Attention Score in Context

This research output has an Altmetric Attention Score of 41. This is our high-level measure of the quality and quantity of online attention that it has received. This Attention Score, as well as the ranking and number of research outputs shown below, was calculated when the research output was last mentioned on 24 January 2019.
All research outputs
#1,006,769
of 25,394,764 outputs
Outputs from Genome Biology
#719
of 4,470 outputs
Outputs of similar age
#13,521
of 361,789 outputs
Outputs of similar age from Genome Biology
#12
of 65 outputs
Altmetric has tracked 25,394,764 research outputs across all sources so far. Compared to these this one has done particularly well and is in the 96th percentile: it's in the top 5% of all research outputs ever tracked by Altmetric.

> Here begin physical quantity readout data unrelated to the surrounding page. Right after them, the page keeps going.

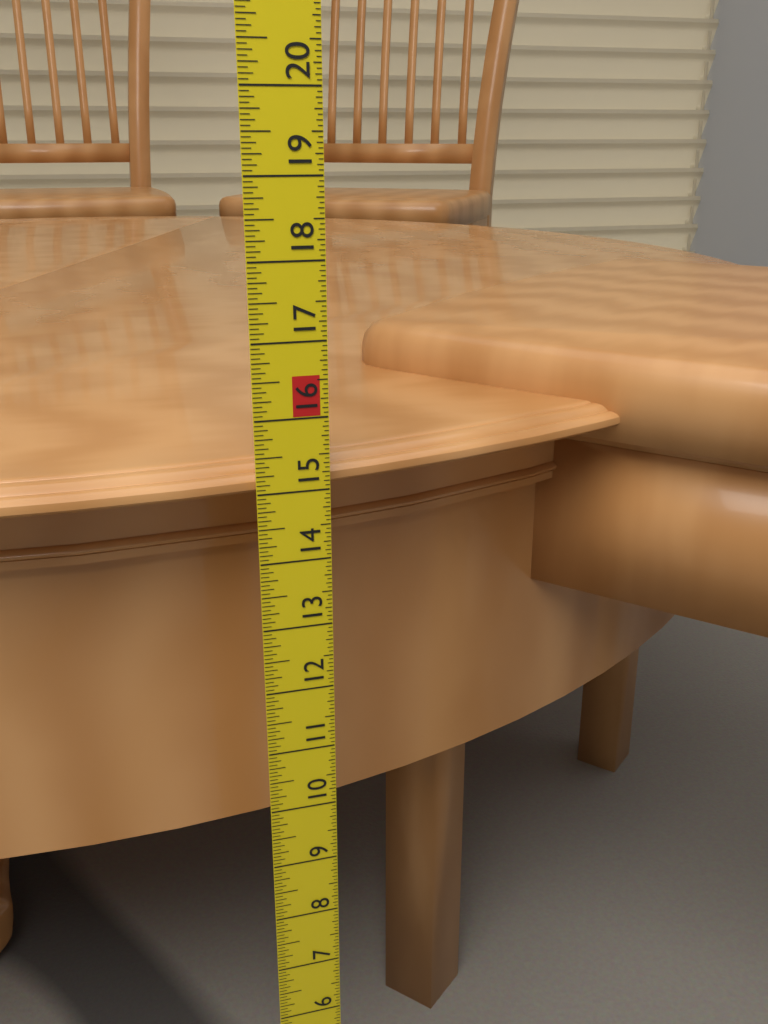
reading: 15.3125 in
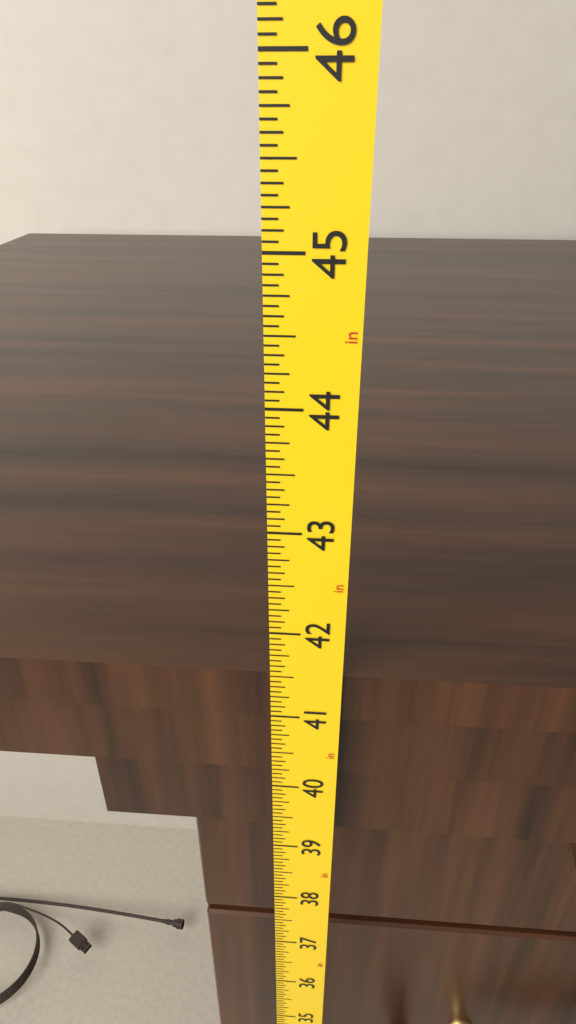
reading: 41.5000 in
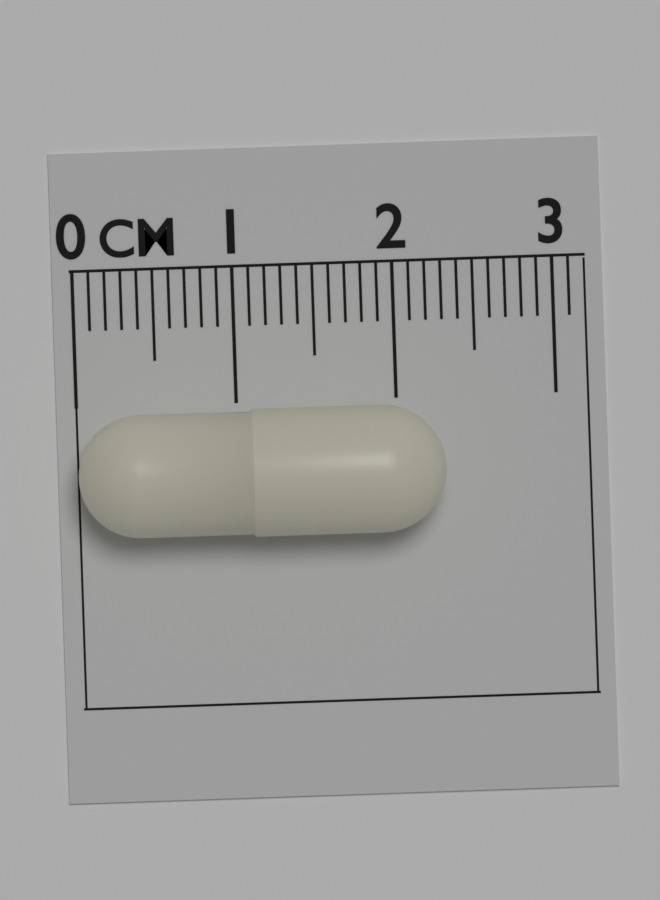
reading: 2.3 cm
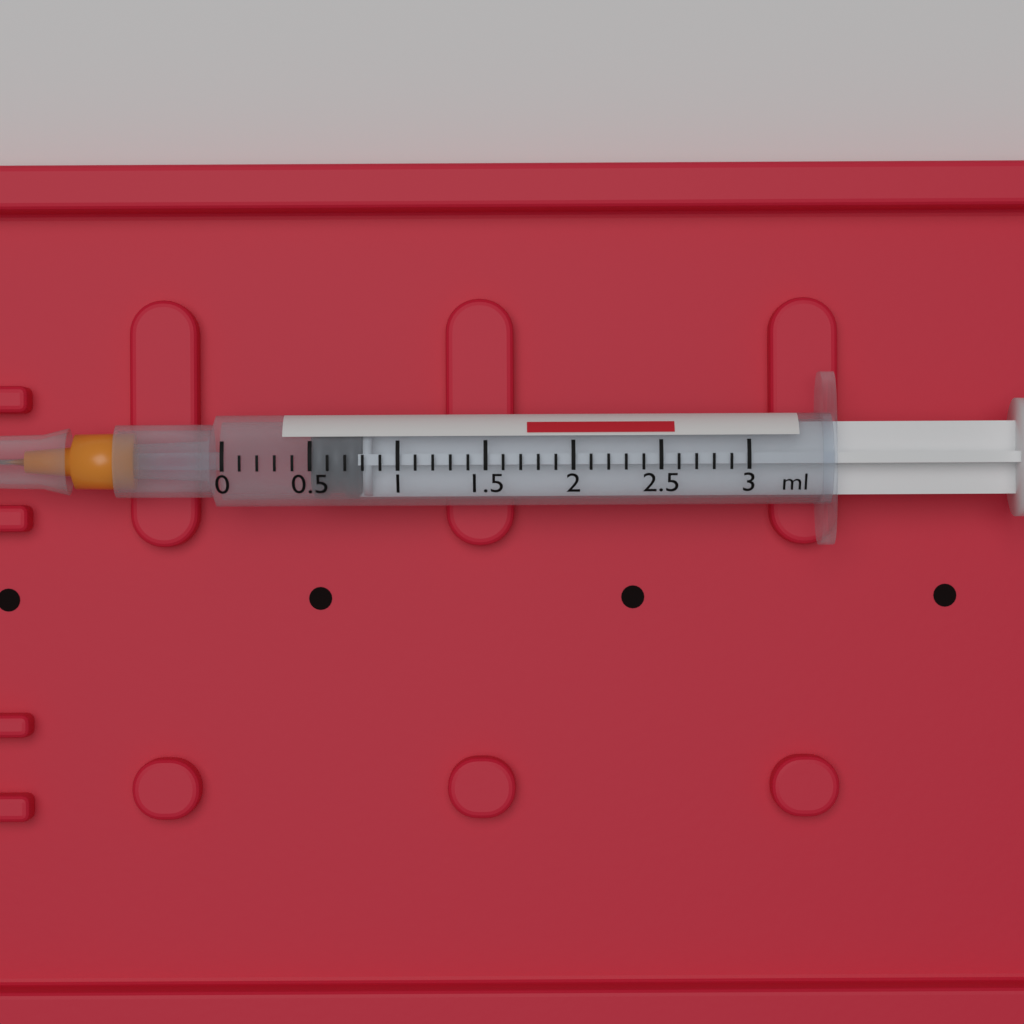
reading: 0.5 ml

So far Altmetric has tracked 4,470 research outputs from this source. They typically receive a lot more attention than average, with a mean Attention Score of 27.6. This one has done well, scoring higher than 83% of its peers.
Older research outputs will score higher simply because they've had more time to accumulate mentions. To account for age we can compare this Altmetric Attention Score to the 361,789 tracked outputs that were published within six weeks on either side of this one in any source. This one has done particularly well, scoring higher than 96% of its contemporaries.
We're also able to compare this research output to 65 others from the same source and published within six weeks on either side of this one. This one has done well, scoring higher than 81% of its contemporaries.